A JetBlue Airways pilot has reported striking a drone on final approach to John F. Kennedy International Airport this morning, in an incident the Federal Aviation Administration is now investigating.
The pilot of Flight 948, an Airbus A321 arriving from Las Vegas, told air traffic control at approximately 7:15 a.m.: "We collided with a drone back there in the turn. It hit us right above the cockpit." The aircraft was at roughly 3,000 feet near Sea Bright, New Jersey - about 10 to 12 miles from JFK - when the suspected strike occurred, according to Flightradar24 data. It landed safely six minutes later.
Post-flight inspections found no evidence of damage, both the FAA and JetBlue said. The FAA is investigating. "Safety is JetBlue's first priority, and we will assist with any relevant investigations," the airline said in a statement.
If confirmed, it could be one of the first known collisions between a drone and a commercial passenger aircraft in the United States. The FAA receives more than 100 drone sighting reports near US airports every month.
The incident follows a near-miss Friday, when a United Airlines crew reported a drone passing roughly 100 feet below their aircraft on approach to Newark Liberty International Airport. Both airports serve the New York metropolitan area, which is currently hosting FIFA World Cup matches at MetLife Stadium in New Jersey. US authorities have seized more than 300 drones near World Cup venues since the tournament began June 11, according to the Transportation Security Administration. The FAA said it is unclear whether Monday's JFK incident is related.
For insurance professionals, the more pressing question is liability, and it is genuinely unsettled.
When an unauthorized drone strikes a commercial aircraft, the responsibility chain depends entirely on whether the operator can be identified. Drones recovered intact can be traced. Those that disintegrate on impact - likely on a collision at approach speed - often cannot. If the operator is never found, the airline's own hull and liability policies absorb the damage. In a scenario where a drone ingestion causes an engine failure or passenger injuries, that exposure runs to the tens of millions.
The drone operator, if identified, faces civil FAA penalties of up to $75,000 per violation and potential criminal charges - but faces those penalties with no insurance backstop. Flying in controlled airspace around an airport without authorization, which is what an operator would need to do to place a drone at 3,000 feet on a commercial approach path, voids coverage under virtually every drone policy on the market. SkyWatch, one of the leading drone insurance platforms, is explicit: policies "do not cover flights conducted in violation of FAA regulations. Flying legally is the baseline for your coverage to hold."
That means the operator liable for an incident like Monday's - facing subrogation claims from the airline's insurer, and potentially from passengers if anyone had been hurt - would have no coverage at all.
As Insurance Business America has reported on how drones are reshaping aviation underwriting, William Tabbert of Starfish Specialty Insurance Services has warned that underwriters now need to evaluate how UAS and traditional aircraft "can safely and efficiently coexist within shared airspace." Monday's report makes that question considerably less theoretical.
Earlier this year, the Department of Transportation proposed allowing drones to fly beyond the visual line of sight of their operators - a change that would dramatically expand commercial drone activity across US airspace. When that proposal emerged, Insurance Business America noted the structural pressure it would place on aviation insurance programs. More drones, more airspace conflict, and a liability framework that has not kept pace with either.
The FAA's investigation will determine whether physical evidence of a strike is found on the aircraft - the difference between a confirmed collision and a pilot report. Either way, the broader exposure is not going away. The drone population near US airports is growing. The liability rules governing what happens when one meets a commercial jet are not.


Assignment: Copy all records verbatim, images excluded.

Figure content listings:
____
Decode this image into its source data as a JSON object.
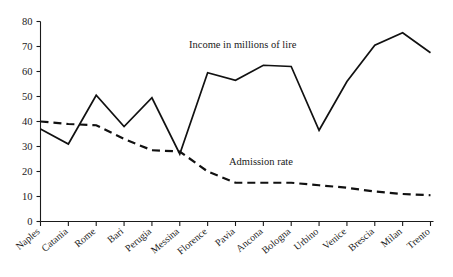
{
  "chart_data": {
    "type": "line",
    "title": "",
    "xlabel": "",
    "ylabel": "",
    "ylim": [
      0,
      80
    ],
    "ytick_step": 10,
    "grid": false,
    "legend_position": "inline-annotations",
    "categories": [
      "Naples",
      "Catania",
      "Rome",
      "Bari",
      "Perugia",
      "Messina",
      "Florence",
      "Pavia",
      "Ancona",
      "Bologna",
      "Urbino",
      "Venice",
      "Brescia",
      "Milan",
      "Trento"
    ],
    "ytick_labels": [
      "0",
      "10",
      "20",
      "30",
      "40",
      "50",
      "60",
      "70",
      "80"
    ],
    "series": [
      {
        "name": "Income in millions of lire",
        "style": "solid",
        "values": [
          37,
          31,
          50.5,
          38,
          49.5,
          27,
          59.5,
          56.5,
          62.5,
          62,
          36.5,
          56,
          70.5,
          75.5,
          67.5
        ]
      },
      {
        "name": "Admission rate",
        "style": "dashed",
        "values": [
          40,
          39,
          38.5,
          33,
          28.5,
          28,
          20,
          15.5,
          15.5,
          15.5,
          14.5,
          13.5,
          12,
          11,
          10.5
        ]
      }
    ],
    "annotations": [
      {
        "text": "Income in millions of lire",
        "x_px": 189,
        "y_px": 48
      },
      {
        "text": "Admission rate",
        "x_px": 229,
        "y_px": 165
      }
    ],
    "colors": {
      "series_line": "#111111",
      "axis": "#1a1a1a",
      "text": "#1a1a1a",
      "background": "#ffffff"
    }
  }
}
____
Response to this task:
Decode this image into its source data as a JSON object.
{
  "chart_data": {
    "type": "line",
    "title": "",
    "xlabel": "",
    "ylabel": "",
    "ylim": [
      0,
      80
    ],
    "ytick_step": 10,
    "grid": false,
    "legend_position": "inline-annotations",
    "categories": [
      "Naples",
      "Catania",
      "Rome",
      "Bari",
      "Perugia",
      "Messina",
      "Florence",
      "Pavia",
      "Ancona",
      "Bologna",
      "Urbino",
      "Venice",
      "Brescia",
      "Milan",
      "Trento"
    ],
    "ytick_labels": [
      "0",
      "10",
      "20",
      "30",
      "40",
      "50",
      "60",
      "70",
      "80"
    ],
    "series": [
      {
        "name": "Income in millions of lire",
        "style": "solid",
        "values": [
          37,
          31,
          50.5,
          38,
          49.5,
          27,
          59.5,
          56.5,
          62.5,
          62,
          36.5,
          56,
          70.5,
          75.5,
          67.5
        ]
      },
      {
        "name": "Admission rate",
        "style": "dashed",
        "values": [
          40,
          39,
          38.5,
          33,
          28.5,
          28,
          20,
          15.5,
          15.5,
          15.5,
          14.5,
          13.5,
          12,
          11,
          10.5
        ]
      }
    ],
    "annotations": [
      {
        "text": "Income in millions of lire",
        "x_px": 189,
        "y_px": 48
      },
      {
        "text": "Admission rate",
        "x_px": 229,
        "y_px": 165
      }
    ],
    "colors": {
      "series_line": "#111111",
      "axis": "#1a1a1a",
      "text": "#1a1a1a",
      "background": "#ffffff"
    }
  }
}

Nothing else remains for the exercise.